Ghana Buys Time as Pension Funds to Swap $2.7 Billion of Debt
Ghana is inviting local pension funds to a debt restructuring deal that gives the state fiscal space in the medium-term at no loss to the retirement funds.
Pension funds have been offered to exchange about 31 billion cedis ($2.7 billion) of existing investments that carry an average coupon of 18.5% for two new bonds maturing in 2027 and 2028 with an average interest rate of 8.4%, the Ministry of Finance said in an exchange memorandum late Monday.
The government will also give holders more of the securities — which were issued in February — and an additional cash-payment instrument that offers 10%, it said. That will result in a stream of coupon payments totaling 21%, according to the memorandum.
In 2023 and 2024, both instruments will pay 5% coupon in cash and the remainder will be capitalized into the nominal amount of the two bonds and paid at maturity, it said. This is in order to enable the government to comply with macroeconomic requirements under its program with the International Monetary Fund, the Finance Ministry said.

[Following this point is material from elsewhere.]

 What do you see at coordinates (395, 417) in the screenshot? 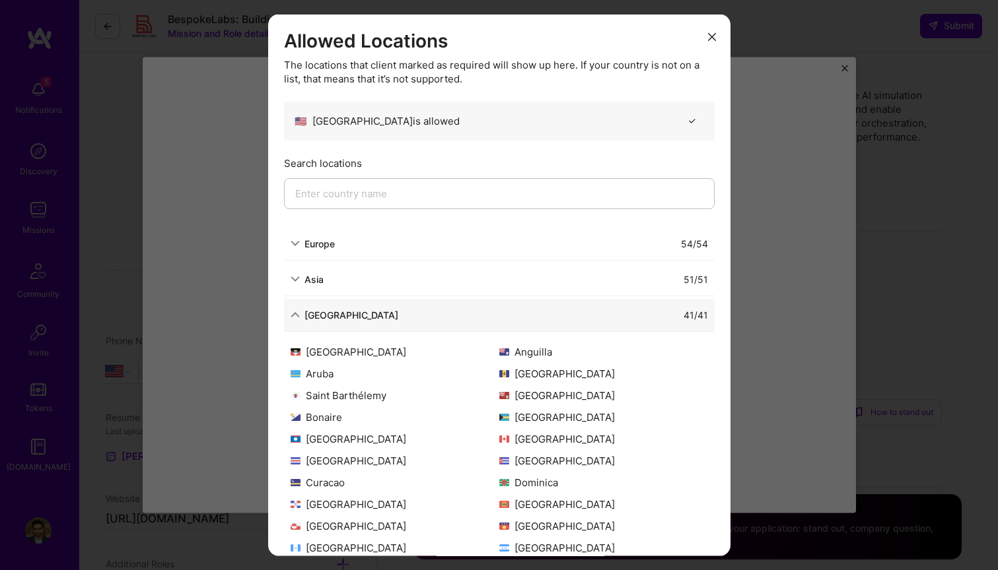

“This alternative offer has been designed to achieve the same average maturity, achieve a better average coupon while alleviating the cash constraint for the government during the initial years after the exchange.”
Ghana, which defaulted on a Eurobond payment earlier this year is restructuring most of its 569.3 billion cedis debt as of end-April, to make them sustainable under the $3 billion IMF program it entered mid-May.

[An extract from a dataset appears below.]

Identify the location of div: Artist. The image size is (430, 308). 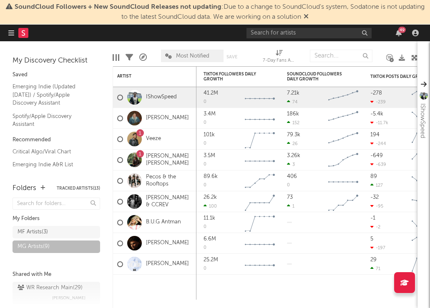
(148, 76).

Ghana won IMF backing after obtaining financing assurance from bilateral creditors under the Group of 20’s Common Framework in May and completing the first part of a domestic debt exchange in February.

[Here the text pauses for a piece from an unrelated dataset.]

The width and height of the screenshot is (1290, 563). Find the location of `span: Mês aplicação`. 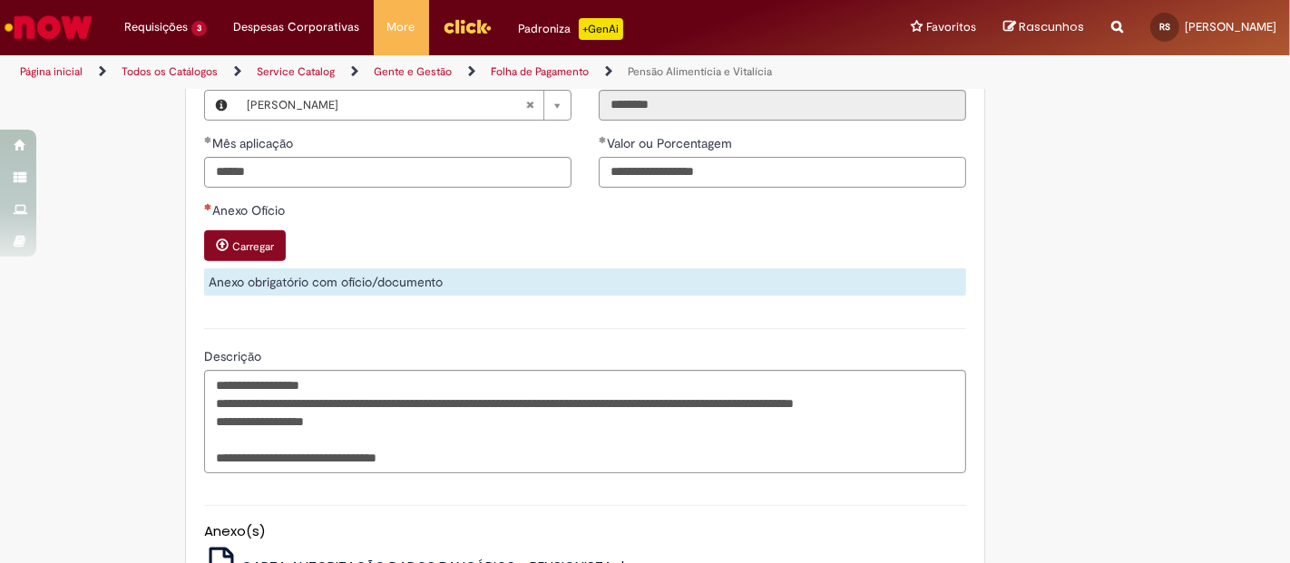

In that exchange investors swapped 87.8 billion cedis in obligations for new securities that paid as little as 8.35%, versus an average of 19% on the old notes.
Eurobond Revamp
The pension funds rejected that offer because of the losses they’d incur. They have up to 4:00 p.m. on Aug. 18 to accept this new offer.
Ghana also started the reorganization of $809 million of domestic dollar bonds and 7.9 billion cedis of cocoa bills on July 14 that will close on Aug. 4.
The results from these exchange programs and the specific terms of debt relief Ghana gets from bilateral creditors will largely determine the terms Ghana will propose to Eurobond investors. Ghana targets to complete its dollar bonds overhaul by a self-imposed deadline of September.